There is also a Concertino by Percy Pitt, but it seems that this is only available in a version for clarinet and piano as according to the publisher (Boosey & Hawkes), they do not have any orchestral score or parts, and are unable to help any further with a search for their whereabouts, as so aften is the case. I'm sure, though, that a reorchestration could be done competently enough from the piano reduction.
Here, then, we would have two more later-romantic concertos to add to an otherwise rather sparse repertoire!
in the romantic era (gradually losing interest at clarinet,to great benefit of saxophone,but concertos...)apart Stanford and the italian L.Perosi,trythe saxon Robert Starck (1847-1922,discovered thgough Unsung Composers,Paladino MusicPMR0064)or the belgian Charles-Louis Hanssens (1802-71,Phaedra92094) ;);also Zdenek Fibich (1850-1900,czech):Selanka/idyll for clar & orch. op.16 (various vesions)
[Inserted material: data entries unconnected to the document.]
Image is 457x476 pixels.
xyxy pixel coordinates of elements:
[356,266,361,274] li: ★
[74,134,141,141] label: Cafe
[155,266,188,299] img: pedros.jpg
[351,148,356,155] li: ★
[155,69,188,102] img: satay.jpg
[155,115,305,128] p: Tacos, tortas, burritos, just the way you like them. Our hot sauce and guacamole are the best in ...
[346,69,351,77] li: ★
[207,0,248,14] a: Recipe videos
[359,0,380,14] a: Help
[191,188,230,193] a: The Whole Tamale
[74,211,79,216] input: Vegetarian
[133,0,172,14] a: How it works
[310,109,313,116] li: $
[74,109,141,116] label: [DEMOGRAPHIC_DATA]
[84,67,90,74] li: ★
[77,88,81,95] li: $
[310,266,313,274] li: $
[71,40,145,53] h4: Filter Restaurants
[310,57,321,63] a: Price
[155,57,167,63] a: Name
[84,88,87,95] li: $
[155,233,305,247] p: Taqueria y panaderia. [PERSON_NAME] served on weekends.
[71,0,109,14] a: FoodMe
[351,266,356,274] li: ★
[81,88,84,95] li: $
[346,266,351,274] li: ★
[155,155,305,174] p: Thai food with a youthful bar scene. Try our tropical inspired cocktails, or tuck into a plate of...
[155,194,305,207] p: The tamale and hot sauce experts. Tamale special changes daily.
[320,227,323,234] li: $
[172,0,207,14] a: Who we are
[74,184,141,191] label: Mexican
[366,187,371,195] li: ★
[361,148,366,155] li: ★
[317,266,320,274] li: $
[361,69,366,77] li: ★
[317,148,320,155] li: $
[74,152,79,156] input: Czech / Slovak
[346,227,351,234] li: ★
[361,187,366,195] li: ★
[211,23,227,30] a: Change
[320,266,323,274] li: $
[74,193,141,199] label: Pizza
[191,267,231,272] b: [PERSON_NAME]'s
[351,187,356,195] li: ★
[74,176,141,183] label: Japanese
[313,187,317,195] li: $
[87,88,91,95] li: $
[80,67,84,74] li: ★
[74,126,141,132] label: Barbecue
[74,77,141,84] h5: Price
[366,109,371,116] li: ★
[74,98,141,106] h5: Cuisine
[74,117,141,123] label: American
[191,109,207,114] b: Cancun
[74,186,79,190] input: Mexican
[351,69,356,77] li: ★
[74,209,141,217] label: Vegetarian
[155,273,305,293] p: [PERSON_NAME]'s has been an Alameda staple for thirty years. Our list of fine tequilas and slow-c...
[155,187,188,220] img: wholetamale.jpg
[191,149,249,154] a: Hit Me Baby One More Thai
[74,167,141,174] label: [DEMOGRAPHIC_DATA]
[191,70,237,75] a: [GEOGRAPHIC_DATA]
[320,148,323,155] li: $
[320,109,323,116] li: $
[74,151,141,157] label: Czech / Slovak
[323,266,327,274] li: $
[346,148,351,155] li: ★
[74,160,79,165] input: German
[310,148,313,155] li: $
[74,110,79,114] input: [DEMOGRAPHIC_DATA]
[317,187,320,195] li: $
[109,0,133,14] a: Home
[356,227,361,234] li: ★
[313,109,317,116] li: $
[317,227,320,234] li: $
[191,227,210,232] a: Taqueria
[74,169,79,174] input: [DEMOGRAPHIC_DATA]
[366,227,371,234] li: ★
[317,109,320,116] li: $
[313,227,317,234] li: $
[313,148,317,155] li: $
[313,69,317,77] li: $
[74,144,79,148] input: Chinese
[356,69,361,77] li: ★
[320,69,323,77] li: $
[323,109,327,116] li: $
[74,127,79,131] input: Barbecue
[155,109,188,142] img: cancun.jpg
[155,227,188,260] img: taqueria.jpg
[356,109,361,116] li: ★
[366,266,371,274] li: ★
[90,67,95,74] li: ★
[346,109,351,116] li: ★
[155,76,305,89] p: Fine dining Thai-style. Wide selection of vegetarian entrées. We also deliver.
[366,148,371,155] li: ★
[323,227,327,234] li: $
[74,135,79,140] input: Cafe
I have forgotten 2 composers who wrote for clarinet (among other Wind ctos):the italian S.Mercadante(1795-1870),see Orfeo C114041A or Clarinet Classics CC042 and above him, the finnish (of german descent) : Bernhard Henrik Crusell (1775-1838) :-\
already mentioned in this thread though thanks!
Don't hope to find some clarinet Paganini composing for himself,the only minor one player/composer was Joseph Beer (1744-1812)revived by maestro Klöcker (cd Koch-Schwann 3-6422-2h1,1997),see alsoHeinrich Joseph Baermann (1784-1847)thanks to Klocker again (cd OrfeoC065011A),and Iwan Mûller (1786-1854) on a MDG cd (901 1846-6 in 2014)
there are some dubious works/arrangements/kontrafakturen by Beethoven,J Haydn recorded byD.Klöcker on Orfeo and THE violin concerto (Beethoven!)op.61 arranged by M.Pletnev for Michael Collins (cd DG 457652-2,2000)coupled with Mozart great one !
Baermann used to be well known because a work of his was attributed to Wagner (similarly Küffner/Weber...)
Do you....just not actually read any other posts but your own, Redieze?
I am not quite sure if qualifies the Duet-Concertino for clarinet, bassoon and string orchestra with harp by Richard Strauss (in another thread I mis-named it Idyll Concertino).
Fairly represented on record, it seems rather underperformed.